While interest rates have come off from an all-time low, the US economy keeps powering ahead and this is a bit of a phenom. After more than a year of aggressive interest-rate hiking to stem inflation, the labor market continues to be positive, with GDP growing at 4.9% last quarter, the fastest pace in nearly two years, and more importantly, productivity is growing too. In Europe, for comparison, industrial productivity is negative, wages are increasing, and the worst is still coming, the cost of restructuring its economy becomes the burden of the state.
Bloomberg Economics and Treasury Secretary Janet Yellen say that the present growth rate is unsustainable, while at the same time, investors are confident and return to high-risk investment opportunities.

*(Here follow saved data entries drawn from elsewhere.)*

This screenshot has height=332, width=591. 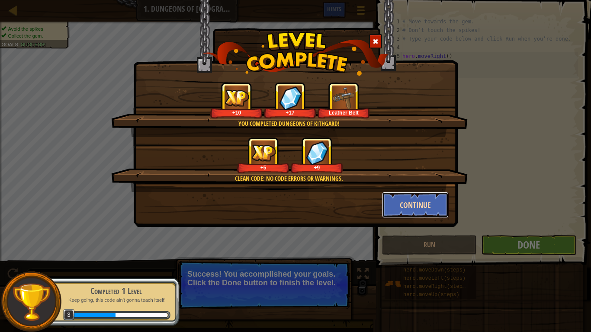 I want to click on div: +10, so click(x=236, y=113).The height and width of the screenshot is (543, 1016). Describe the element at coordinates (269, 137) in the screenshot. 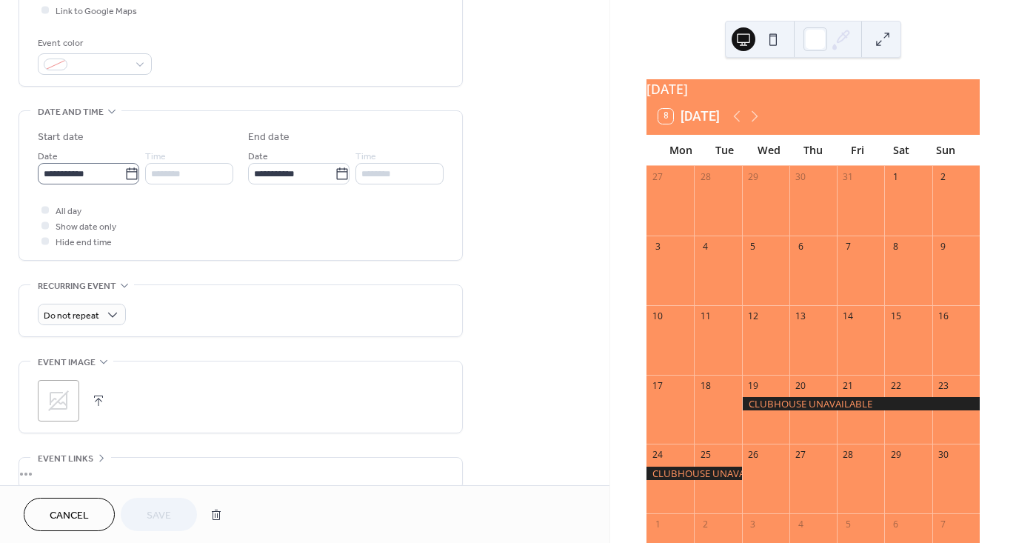

I see `div: End date` at that location.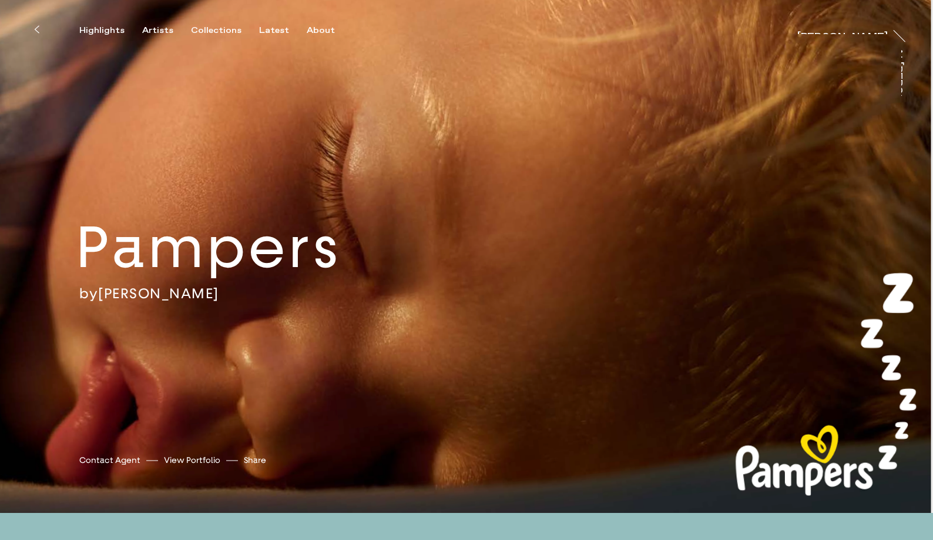  I want to click on button: Share, so click(255, 460). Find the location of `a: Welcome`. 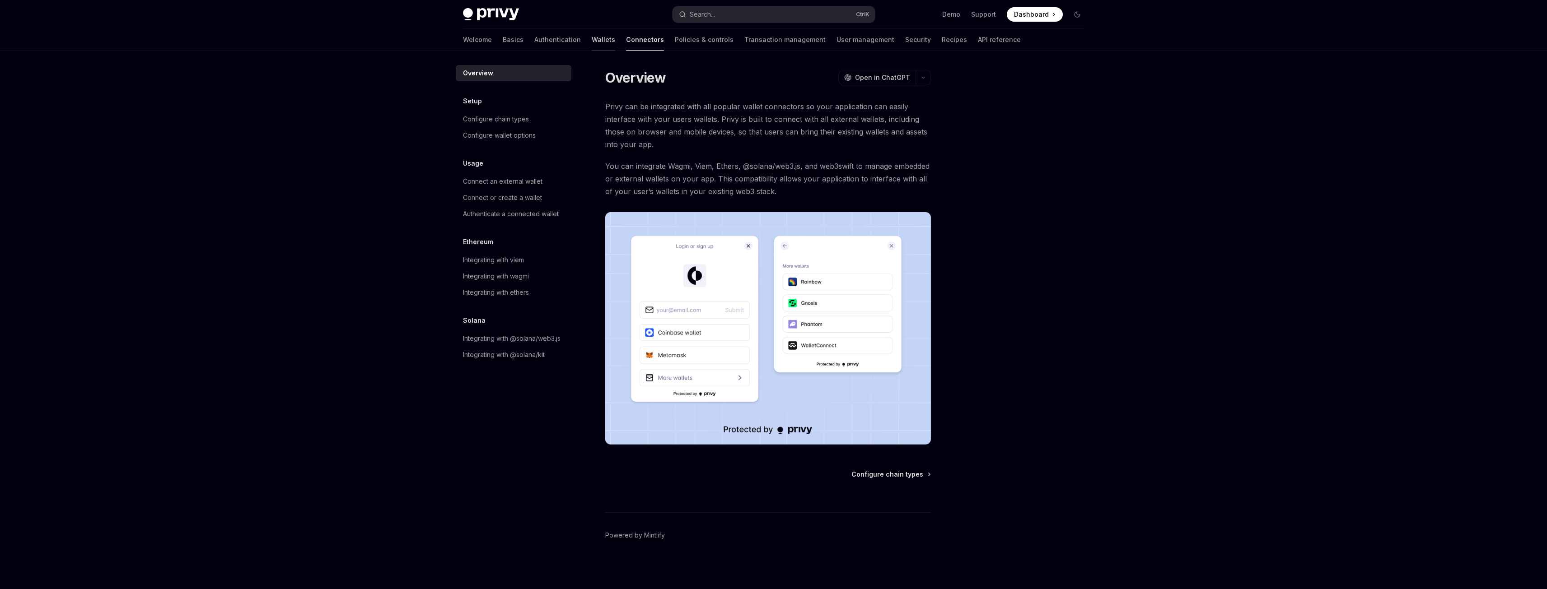

a: Welcome is located at coordinates (477, 40). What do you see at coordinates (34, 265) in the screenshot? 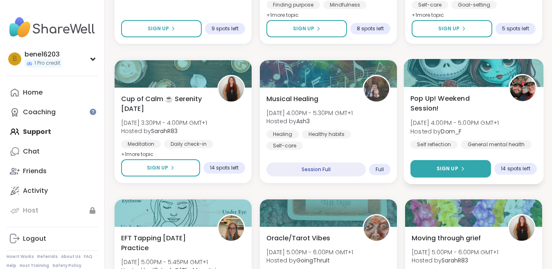
I see `a: Host Training` at bounding box center [34, 265]. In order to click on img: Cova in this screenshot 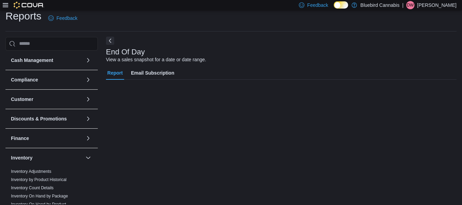, I will do `click(29, 5)`.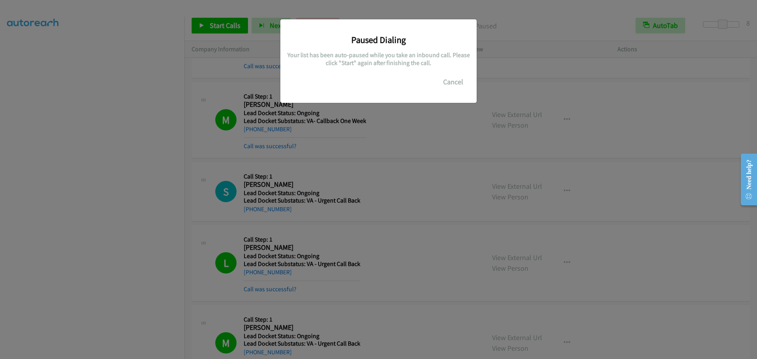 This screenshot has height=359, width=757. Describe the element at coordinates (379, 40) in the screenshot. I see `h3: Paused Dialing` at that location.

The last time US government bond yields climbed above 5% so fast, the nation plunged into back-to-back recession, not this time round. More, everyone who has predicted a downturn since early last year has been dead wrong too. For now, we expect, the Federal Reserve will continue to feel the pressure to keep rates high so that inflation can be kept under control. So far, the FED has done an exceptional job since inflation excluding energy and capital costs, such as rent, since the rate of inflation is at 1.9%YoY while the same is still at 5.9% in Europe.
Keeping interest rates is obviously cooling off the housing market – this is probably the cost to pay as indexing them to a lower level, would spiral the economy out of control.